Bangor is chockablock with historic buildings, some of which date back to its official founding as a city in 1834. And while each of those buildings has its own unique story, there are some with hidden histories that few are aware of — even those who may live within their walls. Here are three of those stories.
Colonial Apartments, 51-53 High St.
This multi-unit on High Street in Bangor doesn’t look particularly different from any other apartment building in the downtown area — but it’s actually a historically important example of a structure that helped revolutionize the way people in the city live.
Crowded, often unsafe tenement-style housing had existed in Bangor for decades, especially in neighborhoods including along Hancock Street on the east side, and on 1st and 2nd streets on the west side. In 1919, local architect Victor Hodgins designed the Colonial Apartments, which are believed to be the first purpose-built modern apartment building in Bangor. The building stood in stark contrast to most apartments at the time, which were by and large lower-income housing carved out of existing single-family homes.
The Colonial Apartments were designed as a “double triple-decker,” with two apartments side-by-side on three floors, each with its own entrance. It was marketed to middle-class people, and was populated by both office workers and, often, by single women or pairs of women, living on their own — still a new-fangled concept in the 1920s. The footprint of the building remains identical today.
Bangor Children’s Home, 218 Ohio St.
This 1860s building is usually overshadowed by its more famous next-door neighbor: the Thomas Hill Standpipe. Both structures certainly look as though they belong in a Stephen King novel. The Standpipe was already featured in “It,” but the children’s home could be its own entire book, with its imposing brick and granite construction, perched on a wooded hilltop overlooking the Kenduskeag Stream.
The Bangor Children’s Home was originally known as the Bangor Female Orphan Asylum, the first charitable organization in the city’s history, founded in the 1830s to house orphaned girls and young women in poverty. In 1866, the organization expanded to include boys, and the current building was constructed in 1869. The alternative for many of those children in that era was to live at Bangor’s Poor Farm at 629 Main St., or to live on the streets.
The building itself was constructed by prominent Boston architectural firm Hartwell and Richardson in the Stick style, a fusion of Gothic and Queen Anne architectural styles that featured many ornamental flourishes and things like Mansard roofs and dormers, all of which the building has.
In the 1970s, after more than 130 years as Bangor’s oldest charity, the Bangor Children’s Home closed, as traditional orphanages had largely disappeared at that point, in favor of the foster system and adoption. In 1975, it reopened as the Hilltop School, an early childhood education center, which still exists today.
Elmbank, 31 Kenduskeag Ave.
While this 1830s Greek Revival mansion at the corner of Kenduskeag Avenue and Division Street isn’t on the National Register of Historic Places as the previous two buildings are, its history is just as colorful. The house was originally built in 1835, but it wasn’t until it was purchased in 1868 by lumber baron Henry Prentiss that it was transformed into the epicenter of Bangor high society in the late 19th century.
Prentiss added a third floor to the house and built a Moorish revival gazebo in the front yard for entertaining, which, according to contemporary accounts, he certainly loved to do. According to the Feb. 20, 1873, edition of the Bangor Whig & Courier, the gathering held there for the annual Maine and New Brunswick Lumbermens Convention was full of “exhilarating music” to which the “stalwart sons of the St. Croix were threading the mazes with the fair daughters of the Penobscot.”
Prentiss died of a heart attack in July of that year. His wife, Sarah Prentiss, and later his son and grandson, carried on the entertaining tradition, hosting everything from garden parties to raise money for the Anti-Tuberculosis Society to theater companies doing outdoor performances of Shakespeare and plays like “Robin Hood” and “Alice in Wonderland.”
Deaths in the Prentiss family and the onset of the Great Depression effectively ended Elmbank’s nearly 50-year reign as the place to see and be seen in Bangor. In 1934, the property was sold to a local developer who turned it into a private mental hospital, which later became infamous locally as a provider of electroshock, or electroconvulsive, treatment. By the mid-1970s, the hospital had closed, and the building was converted into apartments.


Task item - Scan the entries below and extract each line with the word "group" in it.

Saved entries:
= Beginning of Section =

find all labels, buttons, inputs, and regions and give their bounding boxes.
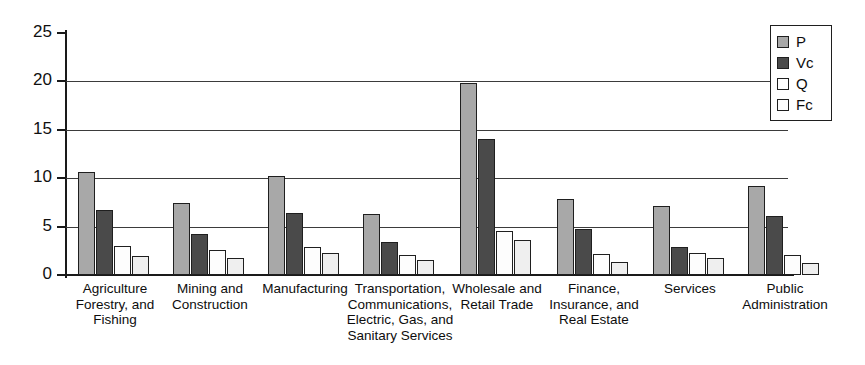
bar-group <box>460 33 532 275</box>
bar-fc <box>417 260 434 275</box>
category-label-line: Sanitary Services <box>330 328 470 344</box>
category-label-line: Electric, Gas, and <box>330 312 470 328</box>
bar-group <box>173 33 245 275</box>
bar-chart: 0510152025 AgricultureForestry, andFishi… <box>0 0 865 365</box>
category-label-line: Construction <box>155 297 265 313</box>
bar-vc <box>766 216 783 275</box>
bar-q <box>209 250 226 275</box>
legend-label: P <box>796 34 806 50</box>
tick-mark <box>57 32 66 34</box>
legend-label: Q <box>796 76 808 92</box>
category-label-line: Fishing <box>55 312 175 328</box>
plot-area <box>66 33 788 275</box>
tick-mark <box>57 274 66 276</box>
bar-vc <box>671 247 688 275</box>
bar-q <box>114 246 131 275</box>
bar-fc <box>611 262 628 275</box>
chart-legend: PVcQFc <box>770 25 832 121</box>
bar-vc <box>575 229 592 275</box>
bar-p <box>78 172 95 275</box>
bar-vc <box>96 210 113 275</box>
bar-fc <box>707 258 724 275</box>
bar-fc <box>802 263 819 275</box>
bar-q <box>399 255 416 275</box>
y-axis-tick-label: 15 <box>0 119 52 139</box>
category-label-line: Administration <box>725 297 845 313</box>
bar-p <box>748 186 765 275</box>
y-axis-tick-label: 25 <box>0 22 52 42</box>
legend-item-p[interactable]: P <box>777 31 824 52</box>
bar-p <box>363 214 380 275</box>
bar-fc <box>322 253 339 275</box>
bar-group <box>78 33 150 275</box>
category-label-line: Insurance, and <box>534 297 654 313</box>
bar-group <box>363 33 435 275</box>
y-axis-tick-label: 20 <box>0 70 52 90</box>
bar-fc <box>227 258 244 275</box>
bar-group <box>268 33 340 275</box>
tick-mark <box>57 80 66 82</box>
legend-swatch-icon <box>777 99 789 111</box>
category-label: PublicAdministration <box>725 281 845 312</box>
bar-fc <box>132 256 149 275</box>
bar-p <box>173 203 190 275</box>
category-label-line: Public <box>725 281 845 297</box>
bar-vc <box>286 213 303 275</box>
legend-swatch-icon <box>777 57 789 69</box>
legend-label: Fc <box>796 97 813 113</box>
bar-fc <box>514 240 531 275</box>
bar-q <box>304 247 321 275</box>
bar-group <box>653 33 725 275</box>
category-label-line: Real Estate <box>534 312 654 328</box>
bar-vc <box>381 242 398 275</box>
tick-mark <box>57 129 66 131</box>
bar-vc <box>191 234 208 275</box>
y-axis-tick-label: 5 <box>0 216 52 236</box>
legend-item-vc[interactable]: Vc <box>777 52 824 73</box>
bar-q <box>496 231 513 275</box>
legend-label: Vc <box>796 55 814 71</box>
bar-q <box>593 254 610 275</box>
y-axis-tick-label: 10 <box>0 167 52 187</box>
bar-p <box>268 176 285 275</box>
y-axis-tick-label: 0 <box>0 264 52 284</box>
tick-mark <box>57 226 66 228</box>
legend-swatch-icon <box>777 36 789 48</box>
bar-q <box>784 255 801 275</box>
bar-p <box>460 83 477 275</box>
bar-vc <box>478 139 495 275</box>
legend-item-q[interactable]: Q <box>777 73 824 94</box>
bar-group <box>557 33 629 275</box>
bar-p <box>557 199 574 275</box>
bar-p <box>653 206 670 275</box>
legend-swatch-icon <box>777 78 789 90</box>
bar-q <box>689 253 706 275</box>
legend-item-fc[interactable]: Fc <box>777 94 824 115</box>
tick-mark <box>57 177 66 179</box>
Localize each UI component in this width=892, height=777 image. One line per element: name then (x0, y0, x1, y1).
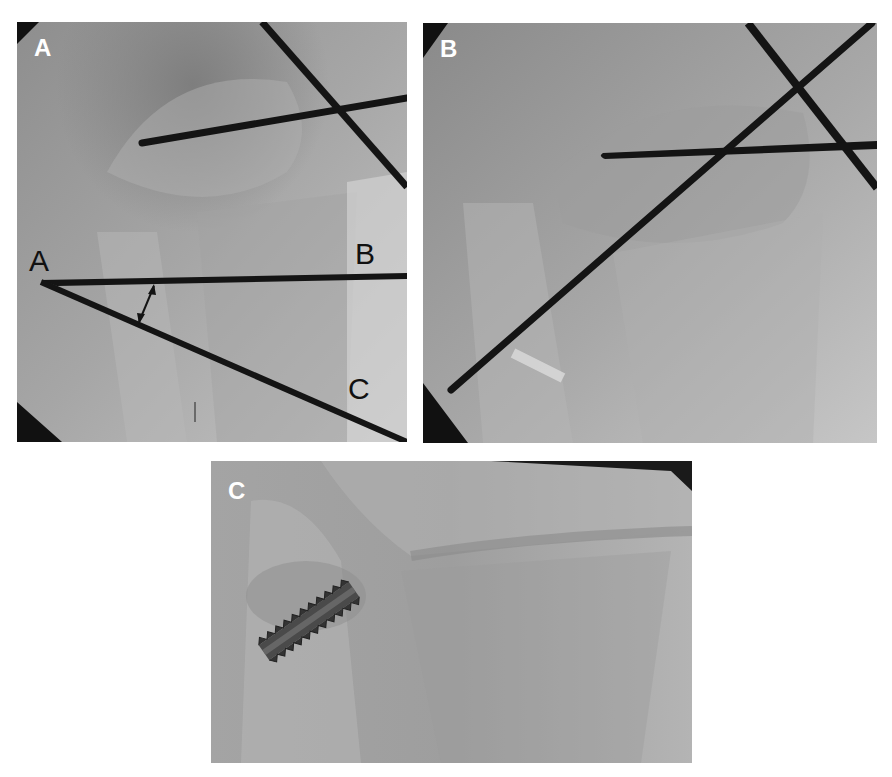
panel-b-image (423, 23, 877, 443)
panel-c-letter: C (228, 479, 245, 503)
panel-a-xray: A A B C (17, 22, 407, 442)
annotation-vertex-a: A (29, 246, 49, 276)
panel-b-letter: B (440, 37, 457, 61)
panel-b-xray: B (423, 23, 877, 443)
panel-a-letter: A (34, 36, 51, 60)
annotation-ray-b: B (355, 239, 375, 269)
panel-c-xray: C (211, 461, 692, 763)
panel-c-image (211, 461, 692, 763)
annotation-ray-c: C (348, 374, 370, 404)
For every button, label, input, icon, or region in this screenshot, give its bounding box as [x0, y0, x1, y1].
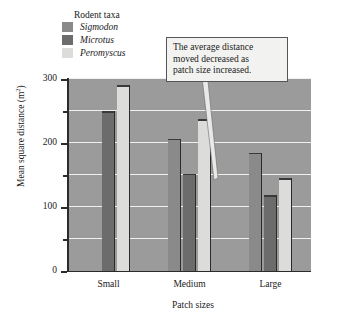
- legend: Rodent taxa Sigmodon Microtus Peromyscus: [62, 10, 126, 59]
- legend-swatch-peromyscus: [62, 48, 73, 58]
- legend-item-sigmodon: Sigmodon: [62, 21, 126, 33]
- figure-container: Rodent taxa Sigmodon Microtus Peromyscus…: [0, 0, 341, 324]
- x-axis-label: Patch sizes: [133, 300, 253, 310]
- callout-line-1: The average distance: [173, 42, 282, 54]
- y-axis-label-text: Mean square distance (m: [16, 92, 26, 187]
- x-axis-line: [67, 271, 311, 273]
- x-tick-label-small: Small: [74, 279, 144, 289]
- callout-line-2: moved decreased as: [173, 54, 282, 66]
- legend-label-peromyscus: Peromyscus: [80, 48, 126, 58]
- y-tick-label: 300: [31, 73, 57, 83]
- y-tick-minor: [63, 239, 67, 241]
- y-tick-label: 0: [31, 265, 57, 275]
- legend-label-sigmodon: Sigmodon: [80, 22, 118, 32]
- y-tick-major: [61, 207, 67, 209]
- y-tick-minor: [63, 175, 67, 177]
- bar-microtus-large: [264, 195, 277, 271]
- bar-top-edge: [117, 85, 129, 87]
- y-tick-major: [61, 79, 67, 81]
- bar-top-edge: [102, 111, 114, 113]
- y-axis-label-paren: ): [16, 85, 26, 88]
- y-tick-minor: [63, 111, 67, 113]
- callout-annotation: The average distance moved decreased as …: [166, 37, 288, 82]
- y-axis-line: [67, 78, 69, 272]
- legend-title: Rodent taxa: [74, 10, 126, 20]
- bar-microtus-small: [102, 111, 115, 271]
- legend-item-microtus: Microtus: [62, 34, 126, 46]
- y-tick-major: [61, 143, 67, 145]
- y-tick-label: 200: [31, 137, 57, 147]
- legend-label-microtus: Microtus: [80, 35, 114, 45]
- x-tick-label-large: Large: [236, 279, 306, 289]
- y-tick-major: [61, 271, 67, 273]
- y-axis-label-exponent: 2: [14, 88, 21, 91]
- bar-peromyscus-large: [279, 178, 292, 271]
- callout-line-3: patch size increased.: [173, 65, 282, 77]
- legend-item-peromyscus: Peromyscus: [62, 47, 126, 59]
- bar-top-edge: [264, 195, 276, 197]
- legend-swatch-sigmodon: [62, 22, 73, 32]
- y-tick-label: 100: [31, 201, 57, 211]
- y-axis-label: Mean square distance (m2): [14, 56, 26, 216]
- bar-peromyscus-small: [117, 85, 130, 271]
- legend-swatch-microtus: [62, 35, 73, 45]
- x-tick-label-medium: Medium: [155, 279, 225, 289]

= End of Section =

Task answer -
bar-group <box>460 33 532 275</box>
bar-group <box>173 33 245 275</box>
bar-group <box>78 33 150 275</box>
bar-group <box>363 33 435 275</box>
bar-group <box>268 33 340 275</box>
bar-group <box>653 33 725 275</box>
bar-group <box>557 33 629 275</box>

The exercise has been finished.